Tort Law Assignment 2010/11
By Louis Rohr
Student ID 10716461
1st year BCL
Title:
My Analyses on the Duty of Care in Irish Tort Law
Tort law covers a wide range of wrongs committed by one person against another. Tort law covers those wrongs that arise because of a breach of a duty imposed by law, as opposed to duties imposed by contract.
The first steps towards the modern doctrine of negligence was explained in Heven and Pender. Lord Esher discussed why a duty of care might be owed by one party not to injury another. First, that there must be duty of care owed. Secondly, that there is a breach of this duty. Third, that there must be loss or damage suffered. Fourth, that there is causal link established between the breach of duty and the loss or damage suffered. Later more fundamental elements were needed to prove negligence.
Indermaur v Dames is a leading common law case outlining the duty of care involving invitees and invitors. An invitee is a person who’s invited by the occupier (owner or tenant) and provides a material advantage, such as shops, bars etc. When an invitee enters an occupiers land he is expected to take reasonable care on his part to prevent damage from unusual danger for which he knows or ought to know. Where there is neglect, the question is whether or not they took reasonable care or was there contributory negligence? From here, the common law developed other rules to ultimately determine liability for buildings and include inter alia, elevators, planes trains and street cars.
In Lievre v Gould , Lord Esher stated that, “the question of liability for negligence cannot arise at all until it has been established that the man who has been negligent owed some duty to the person who seeks to make him liable for his negligence. A man is entitled to be as negligent as he pleases towards the whole world if he owes no duty to them.”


[GOAL OF THE EXERCISE]:
Keep only the lines of the material below that contain the word "premium". Copy those lines.

[THE RECORDS]:
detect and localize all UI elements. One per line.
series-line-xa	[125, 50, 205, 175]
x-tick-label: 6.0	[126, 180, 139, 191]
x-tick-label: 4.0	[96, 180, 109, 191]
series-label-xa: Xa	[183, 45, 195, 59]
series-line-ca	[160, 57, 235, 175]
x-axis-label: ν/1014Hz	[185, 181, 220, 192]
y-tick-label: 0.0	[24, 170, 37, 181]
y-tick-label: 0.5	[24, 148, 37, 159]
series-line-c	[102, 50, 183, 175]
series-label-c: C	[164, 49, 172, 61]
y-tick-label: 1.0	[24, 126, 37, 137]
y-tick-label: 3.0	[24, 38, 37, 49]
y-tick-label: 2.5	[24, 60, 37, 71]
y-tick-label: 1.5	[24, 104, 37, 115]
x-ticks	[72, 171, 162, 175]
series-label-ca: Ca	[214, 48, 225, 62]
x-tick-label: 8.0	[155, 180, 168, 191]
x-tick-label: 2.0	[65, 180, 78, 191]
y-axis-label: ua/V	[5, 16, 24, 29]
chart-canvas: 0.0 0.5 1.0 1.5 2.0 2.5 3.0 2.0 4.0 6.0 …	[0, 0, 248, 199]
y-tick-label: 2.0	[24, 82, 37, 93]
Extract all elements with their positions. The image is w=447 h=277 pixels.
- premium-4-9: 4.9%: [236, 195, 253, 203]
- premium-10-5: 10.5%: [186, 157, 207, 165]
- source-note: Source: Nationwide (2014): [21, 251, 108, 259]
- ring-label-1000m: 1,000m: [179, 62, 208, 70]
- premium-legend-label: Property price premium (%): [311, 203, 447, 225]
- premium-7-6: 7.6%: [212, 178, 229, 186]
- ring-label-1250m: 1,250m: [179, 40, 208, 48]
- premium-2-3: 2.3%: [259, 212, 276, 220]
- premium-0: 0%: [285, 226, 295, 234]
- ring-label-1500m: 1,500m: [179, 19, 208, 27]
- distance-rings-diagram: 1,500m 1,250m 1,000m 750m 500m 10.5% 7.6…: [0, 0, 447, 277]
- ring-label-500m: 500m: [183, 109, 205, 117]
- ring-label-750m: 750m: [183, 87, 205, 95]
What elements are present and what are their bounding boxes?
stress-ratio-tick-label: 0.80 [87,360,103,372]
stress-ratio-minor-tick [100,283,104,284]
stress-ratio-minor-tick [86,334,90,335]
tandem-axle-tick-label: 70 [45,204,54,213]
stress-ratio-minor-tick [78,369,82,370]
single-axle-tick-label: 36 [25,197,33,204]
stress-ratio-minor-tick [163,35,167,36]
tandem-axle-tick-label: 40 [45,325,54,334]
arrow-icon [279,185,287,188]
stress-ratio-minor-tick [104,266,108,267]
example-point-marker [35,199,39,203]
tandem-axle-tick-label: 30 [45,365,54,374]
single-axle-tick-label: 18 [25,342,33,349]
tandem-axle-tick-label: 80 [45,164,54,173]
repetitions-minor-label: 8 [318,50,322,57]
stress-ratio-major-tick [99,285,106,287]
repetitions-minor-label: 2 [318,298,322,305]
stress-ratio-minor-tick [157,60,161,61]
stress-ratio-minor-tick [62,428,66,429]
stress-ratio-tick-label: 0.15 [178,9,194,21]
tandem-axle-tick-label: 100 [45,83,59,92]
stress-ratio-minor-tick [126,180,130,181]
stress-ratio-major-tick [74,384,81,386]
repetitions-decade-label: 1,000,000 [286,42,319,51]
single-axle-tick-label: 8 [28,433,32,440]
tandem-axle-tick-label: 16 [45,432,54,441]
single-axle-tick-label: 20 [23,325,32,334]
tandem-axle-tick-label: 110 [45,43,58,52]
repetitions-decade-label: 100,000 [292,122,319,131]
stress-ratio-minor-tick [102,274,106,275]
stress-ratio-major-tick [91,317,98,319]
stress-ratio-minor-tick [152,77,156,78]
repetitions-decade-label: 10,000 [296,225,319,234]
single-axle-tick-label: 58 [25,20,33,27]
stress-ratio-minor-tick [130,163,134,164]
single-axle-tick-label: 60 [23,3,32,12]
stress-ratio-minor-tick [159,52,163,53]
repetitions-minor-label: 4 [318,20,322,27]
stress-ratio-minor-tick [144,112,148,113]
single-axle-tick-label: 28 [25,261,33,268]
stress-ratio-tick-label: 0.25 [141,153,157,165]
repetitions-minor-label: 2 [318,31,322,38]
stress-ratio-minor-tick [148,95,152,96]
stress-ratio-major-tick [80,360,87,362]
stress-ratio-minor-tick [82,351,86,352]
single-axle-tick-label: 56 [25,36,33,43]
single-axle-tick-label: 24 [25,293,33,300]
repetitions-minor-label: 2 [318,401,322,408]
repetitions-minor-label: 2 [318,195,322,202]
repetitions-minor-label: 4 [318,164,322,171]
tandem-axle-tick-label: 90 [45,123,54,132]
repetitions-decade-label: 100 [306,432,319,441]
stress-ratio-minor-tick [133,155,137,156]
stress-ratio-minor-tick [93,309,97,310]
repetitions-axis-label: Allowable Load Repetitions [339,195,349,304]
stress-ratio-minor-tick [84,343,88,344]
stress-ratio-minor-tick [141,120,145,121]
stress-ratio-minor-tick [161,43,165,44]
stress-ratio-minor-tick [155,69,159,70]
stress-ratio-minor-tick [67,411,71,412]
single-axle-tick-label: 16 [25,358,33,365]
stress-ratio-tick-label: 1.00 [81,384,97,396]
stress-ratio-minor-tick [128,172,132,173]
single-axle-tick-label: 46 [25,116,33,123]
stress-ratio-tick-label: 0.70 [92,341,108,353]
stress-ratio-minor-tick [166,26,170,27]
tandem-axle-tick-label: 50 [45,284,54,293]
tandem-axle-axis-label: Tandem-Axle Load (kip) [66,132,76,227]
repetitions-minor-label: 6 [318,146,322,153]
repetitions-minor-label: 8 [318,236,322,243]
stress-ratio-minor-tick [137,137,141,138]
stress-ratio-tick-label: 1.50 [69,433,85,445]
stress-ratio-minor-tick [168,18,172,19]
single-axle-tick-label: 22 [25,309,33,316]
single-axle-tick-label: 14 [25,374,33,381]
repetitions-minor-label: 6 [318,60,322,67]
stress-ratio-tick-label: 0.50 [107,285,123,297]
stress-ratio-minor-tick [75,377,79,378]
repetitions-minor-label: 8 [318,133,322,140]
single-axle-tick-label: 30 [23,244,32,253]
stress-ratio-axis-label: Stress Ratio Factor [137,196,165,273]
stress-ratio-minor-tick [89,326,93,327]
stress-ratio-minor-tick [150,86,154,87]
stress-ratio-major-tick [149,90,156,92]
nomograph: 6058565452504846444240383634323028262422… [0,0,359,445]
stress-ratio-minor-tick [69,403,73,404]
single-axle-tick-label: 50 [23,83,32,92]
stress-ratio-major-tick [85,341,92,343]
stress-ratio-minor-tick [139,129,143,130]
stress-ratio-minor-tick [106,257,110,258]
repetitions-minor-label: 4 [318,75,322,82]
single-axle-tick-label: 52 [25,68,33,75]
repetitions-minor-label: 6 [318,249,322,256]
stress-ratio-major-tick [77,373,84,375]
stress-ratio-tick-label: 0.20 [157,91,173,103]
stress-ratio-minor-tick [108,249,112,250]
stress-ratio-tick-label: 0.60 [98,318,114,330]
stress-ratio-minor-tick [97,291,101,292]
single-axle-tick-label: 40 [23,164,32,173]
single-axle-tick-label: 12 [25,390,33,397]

[REPLY TO THE EXERCISE]:
- premium-4-9: 4.9%: [236, 195, 253, 203]
- premium-10-5: 10.5%: [186, 157, 207, 165]
- premium-legend-label: Property price premium (%): [311, 203, 447, 225]
- premium-7-6: 7.6%: [212, 178, 229, 186]
- premium-2-3: 2.3%: [259, 212, 276, 220]
- premium-0: 0%: [285, 226, 295, 234]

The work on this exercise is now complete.